New innovations in glass are making those wishes a reality for tomorrow’s drivers.

This transformation in auto design stem from the triple crown of advanced glass properties: Brilliant clarity, toughness, and a profile so thin and lightweight that improved fuel efficiency and lower emissions are a natural result.

Glass has been part of automobiles ever since the first models rolled off manufacturing lines more than a century ago. Automotive glassmaking processes improved into the 1920s with the development of laminated glass — a thin sheet of plastic sandwiched between two sheets of glass, making windows less likely to shatter. But since then — while the cars themselves have continuously evolved — the window-making processes remained basically the same.

Glass has been part of automobiles ever since the first models rolled off manufacturing lines more than a century ago. 

Today’s new glass formulas and manufacturing processes are set to change all that.

Chemically strengthened glass measuring a mere half-millimeter in thickness can be formed into a laminate that reduces the weight of a car windshield by as much as a third, all without sacrificing toughness. Impact resistance can actually improve by nearly 40 percent.

Swapping traditional soda-lime glass and laminates for today’s lighter-weight glass alternatives in windshields, side windows, and sunroofs can trim up to 20 kilograms — about 45 pounds — from the overall weight of an average vehicle.

That weight reduction alone means better fuel economy and significantly lower carbon dioxide emissions — a reduction of up to 33 kilograms emissions per car, per year. Expand that number to the lifetime of cars sold in a single year — say, 100 million expected to be sold worldwide in 2020 — and the overall carbon dioxide reduction exceeds, 49 billion kilograms, the equivalent of taking 1.4 million cars off the road.

Lightweight glass brings other advantages to the driver, too.

By using thin, tough laminate in the side windows, automakers are able to use lighter-weight raising and lowering mechanisms. The new glass also makes it practical to have larger sunroofs, reducing excess metal overhead and automatically lowering the center of gravity in the vehicle — which, in turn, makes quick corner turns easier to handle.
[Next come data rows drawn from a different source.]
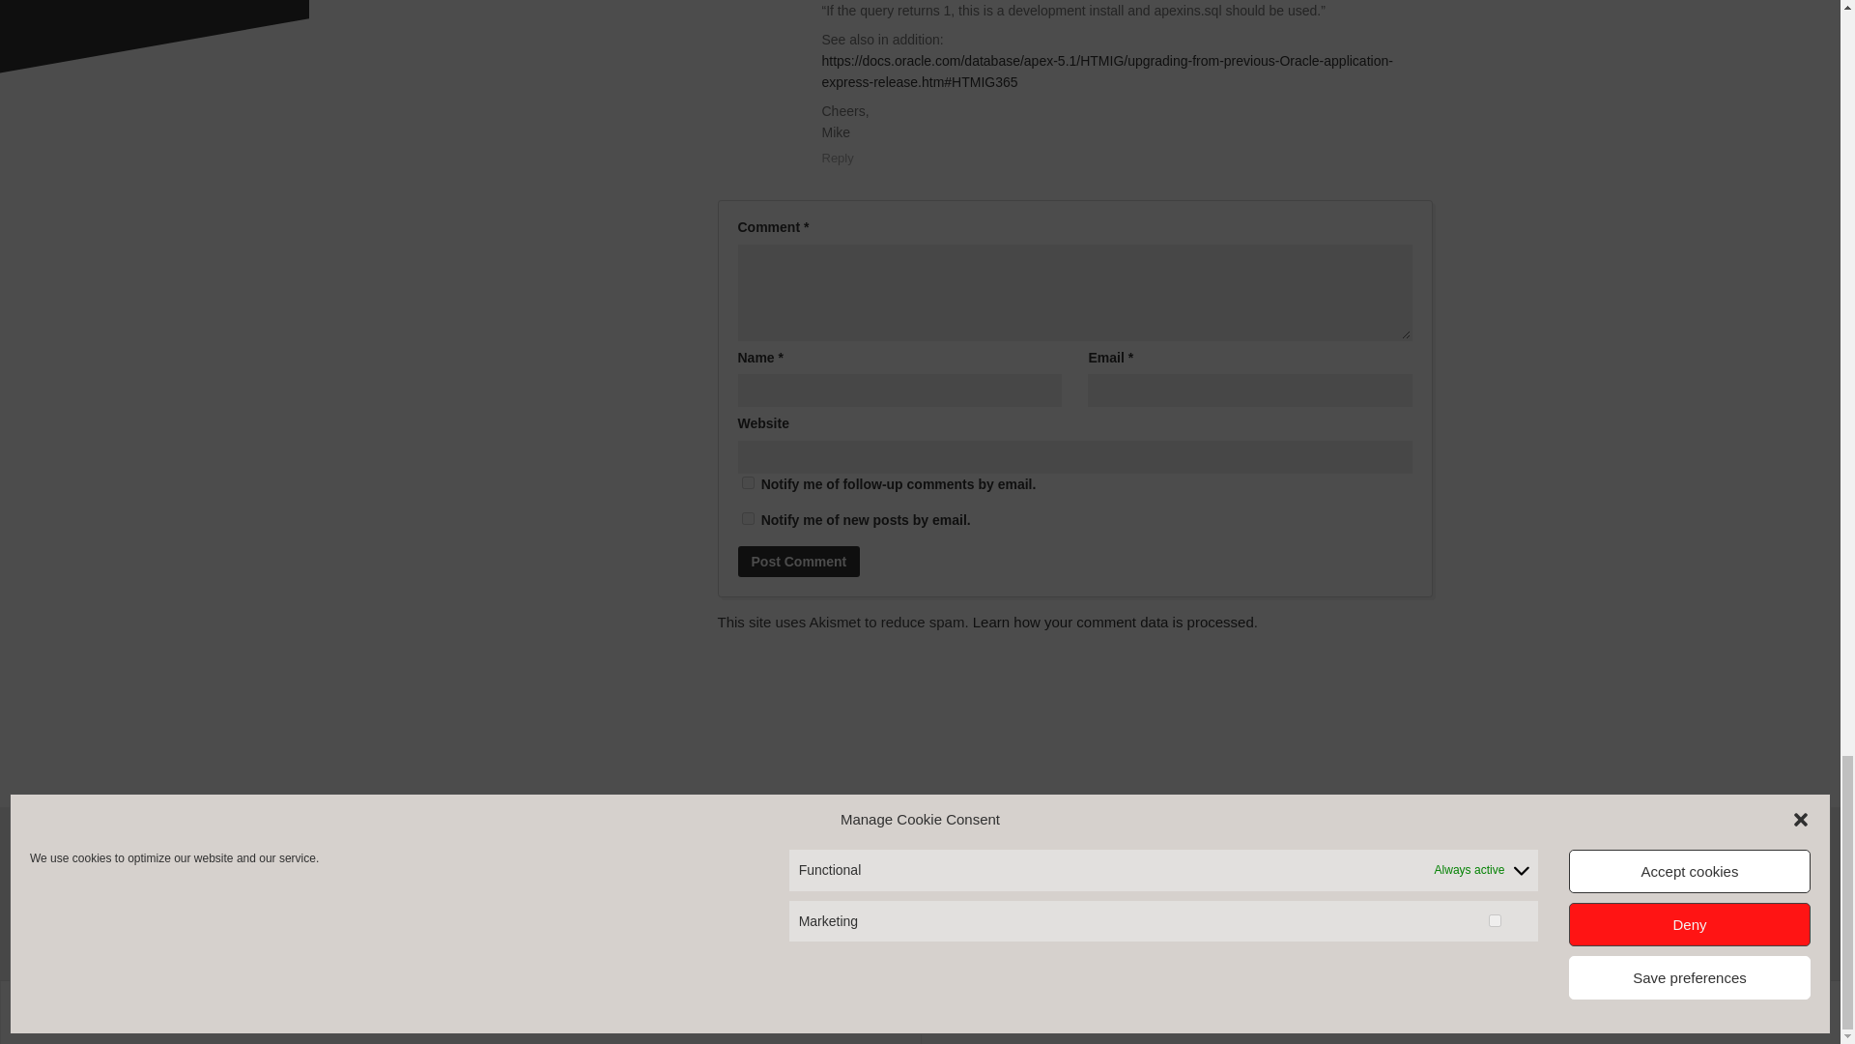 This screenshot has width=1855, height=1044. Describe the element at coordinates (748, 482) in the screenshot. I see `subscribe` at that location.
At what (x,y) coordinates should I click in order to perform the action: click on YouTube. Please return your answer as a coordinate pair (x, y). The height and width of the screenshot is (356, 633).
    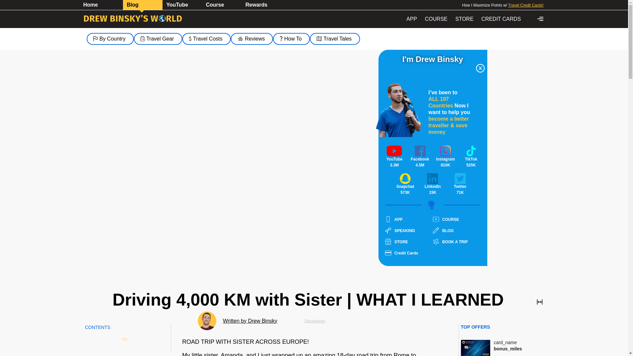
    Looking at the image, I should click on (182, 5).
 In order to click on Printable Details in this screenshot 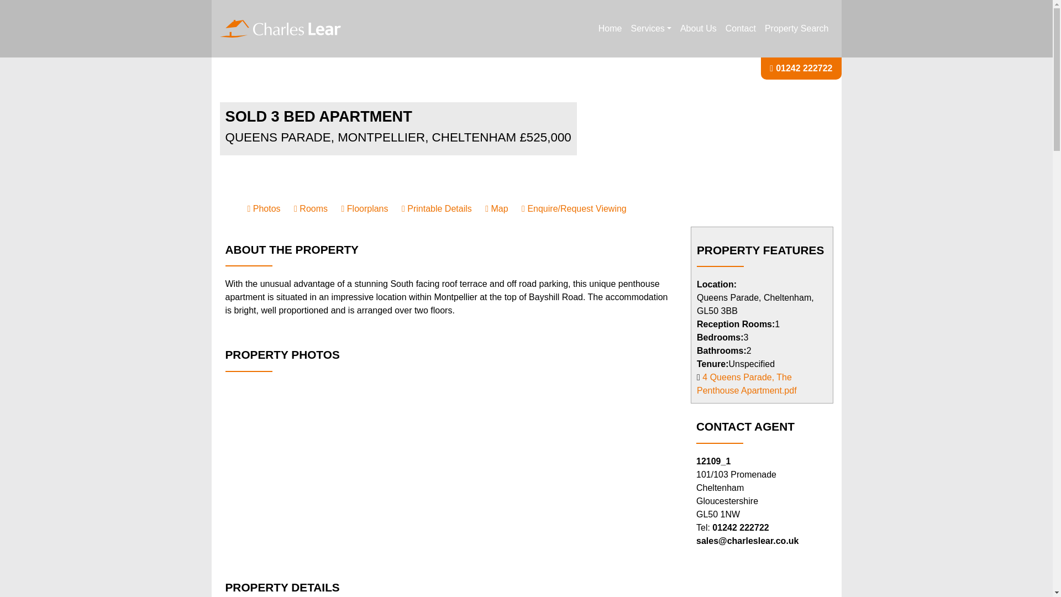, I will do `click(436, 208)`.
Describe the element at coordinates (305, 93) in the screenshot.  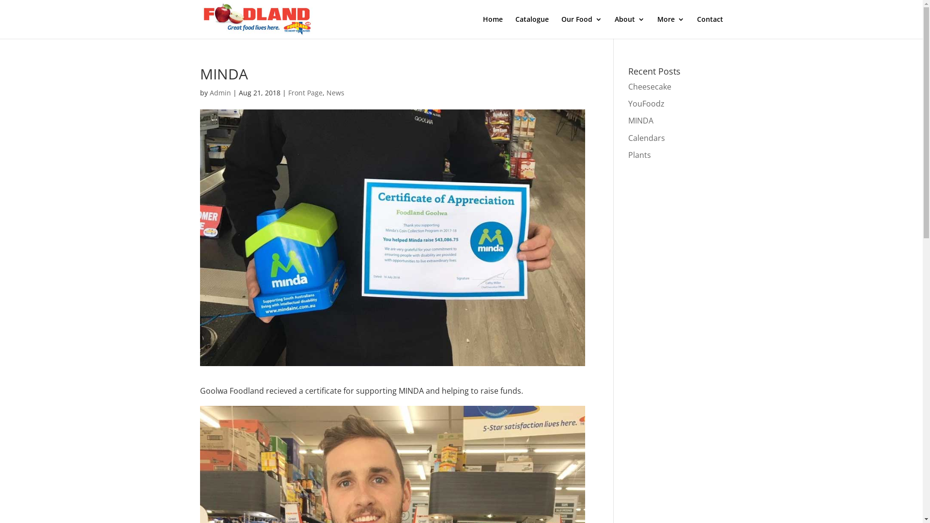
I see `Front Page` at that location.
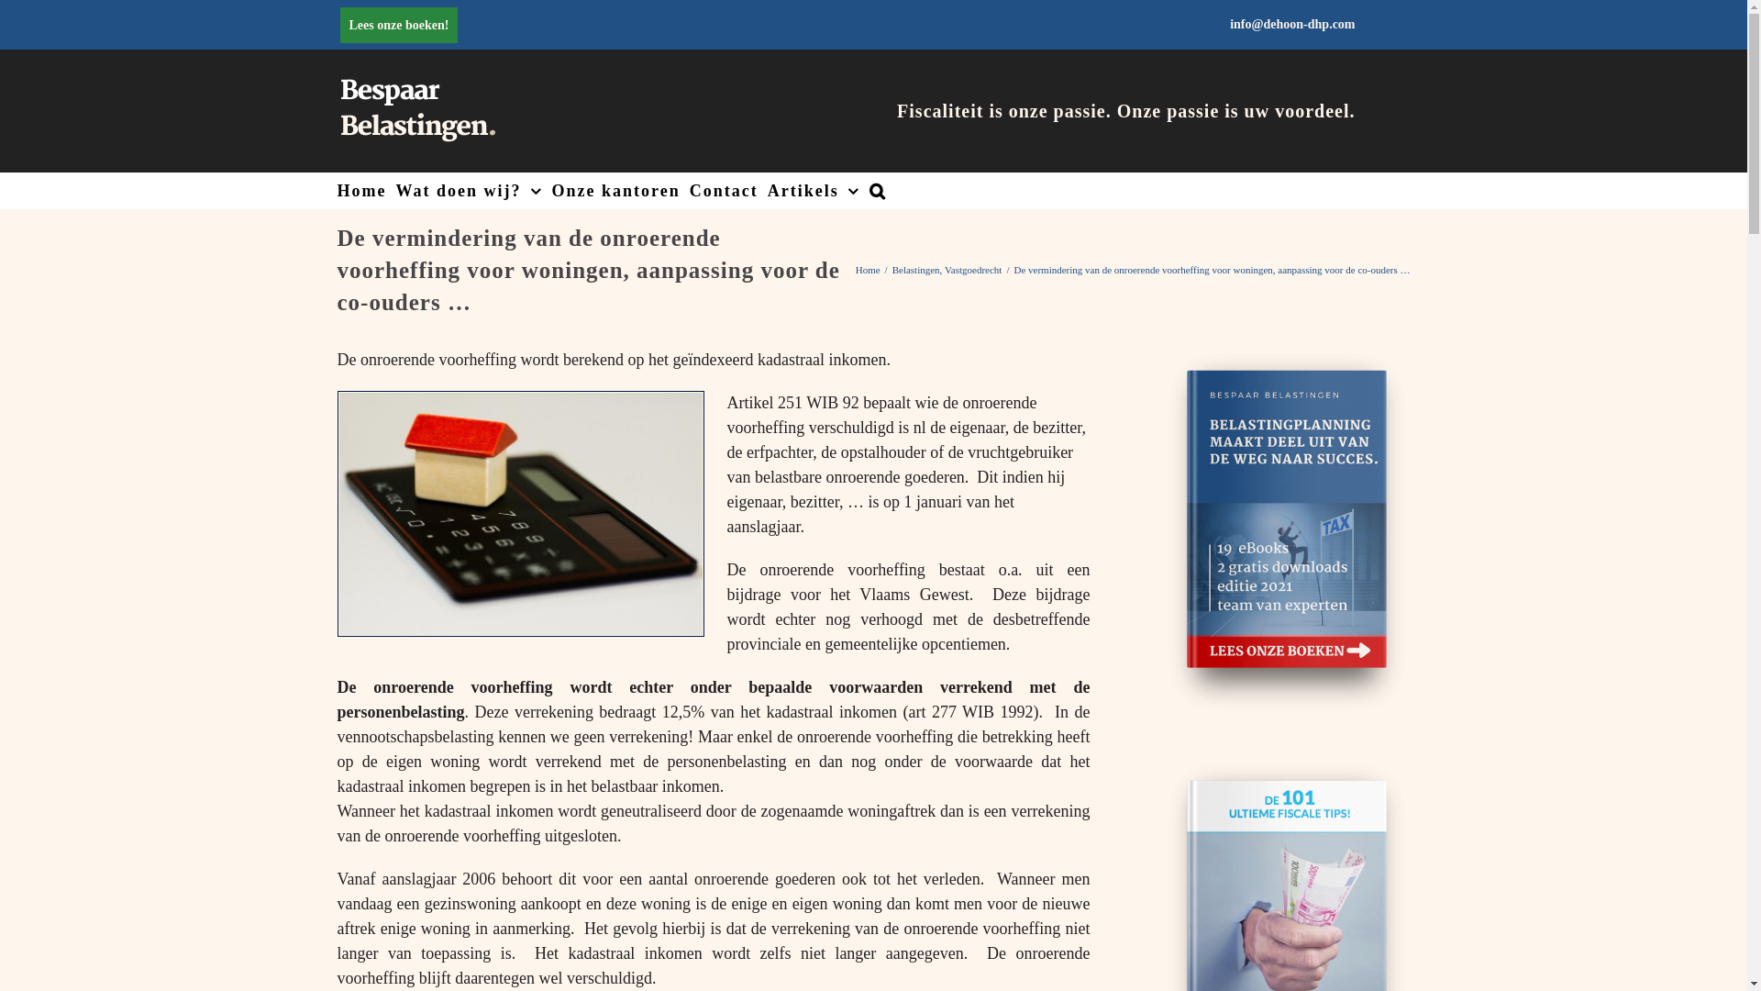 The width and height of the screenshot is (1761, 991). What do you see at coordinates (404, 25) in the screenshot?
I see `Lees onze boeken!` at bounding box center [404, 25].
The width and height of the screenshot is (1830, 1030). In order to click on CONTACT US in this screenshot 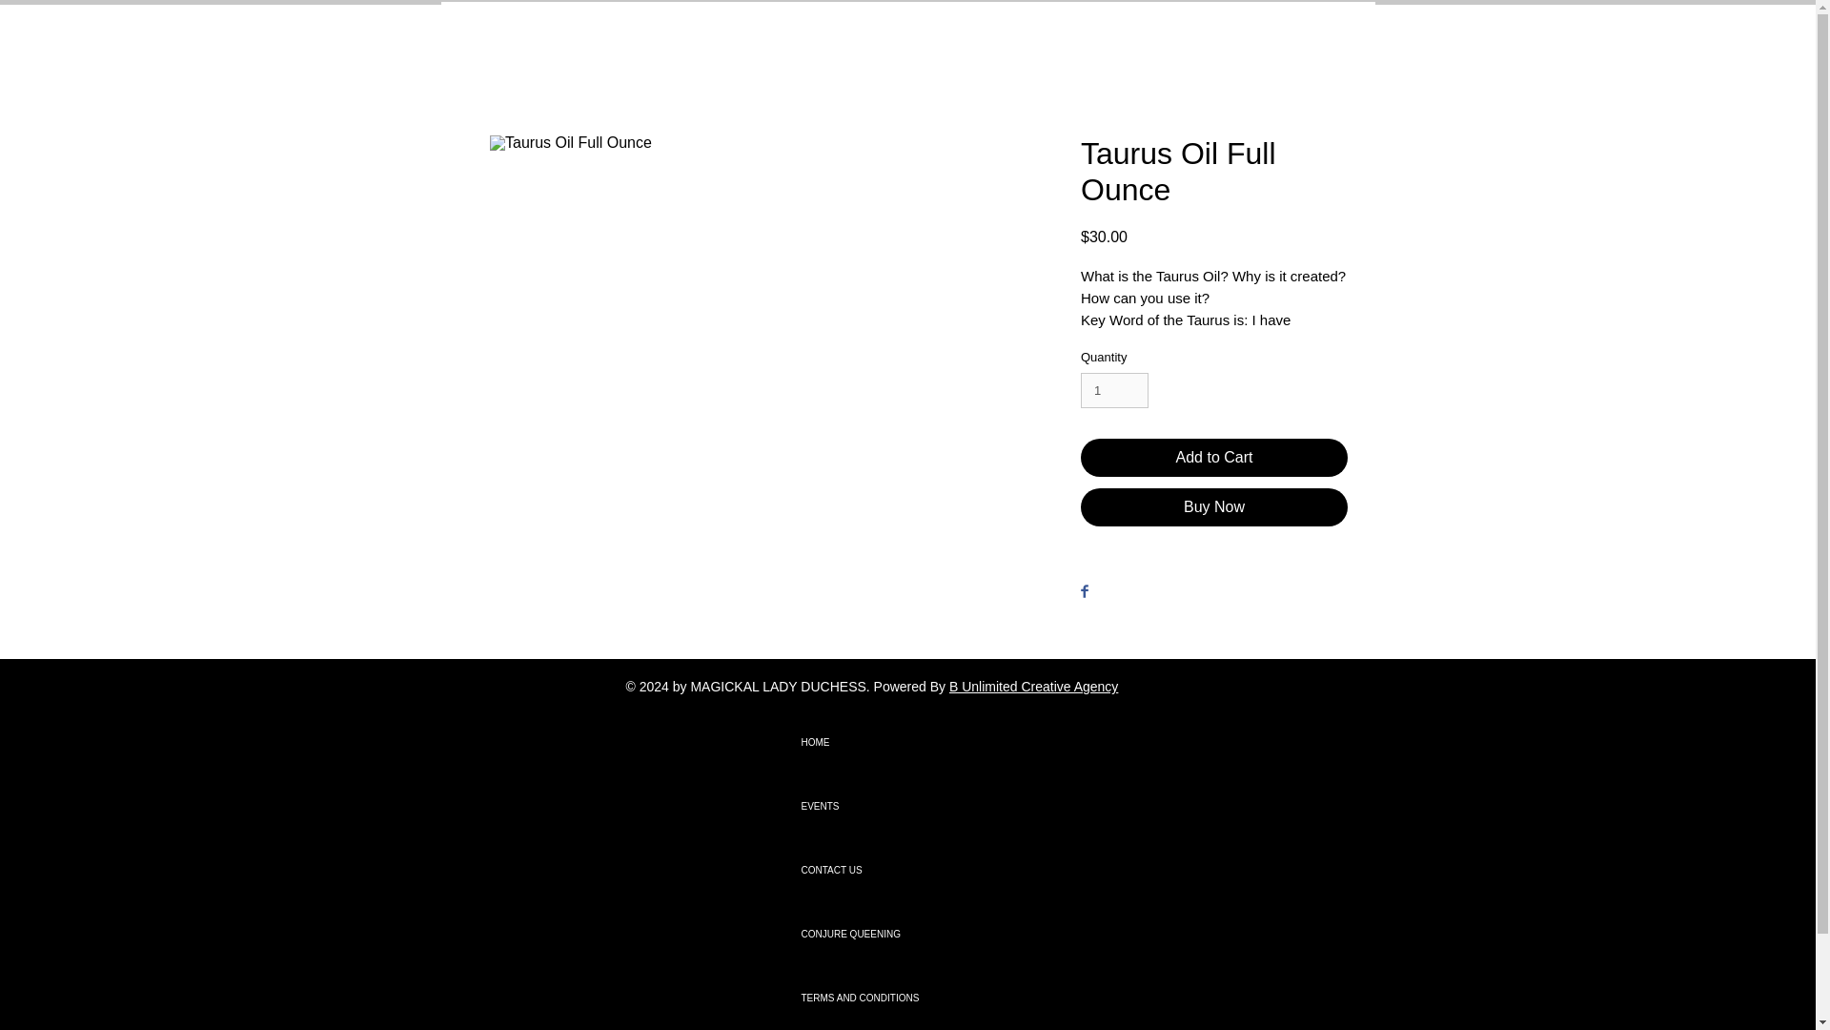, I will do `click(867, 869)`.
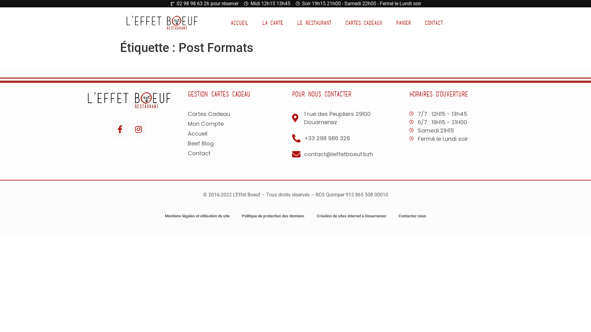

The remarkable advancements in automotive glass are enabling improved climate control and acoustics inside the vehicle. 

Faster acceleration, greater damage resistance, even improved defrosting capabilities — all these benefits and more will simply be part of the package as automakers incorporate this game-changing glass into their new models.

Auto designers haven’t forgotten the creature comforts motorists and their passengers want, either.

The remarkable advancements in automotive glass are enabling improved climate control and acoustics inside the vehicle. Displays for dashboards are taking on the same vivid optical clarity found on today’s smartphones and tablets.

And you may even start seeing thin, colorful outlines around car interiors. What will be emitting that steady glow of light? Strands of glass fiber, specially designed to emit uniform illumination in bright, clear colors.

It’s a whole new road for the automotive industry — paved with the very newest developments in extraordinary, high-tech glass.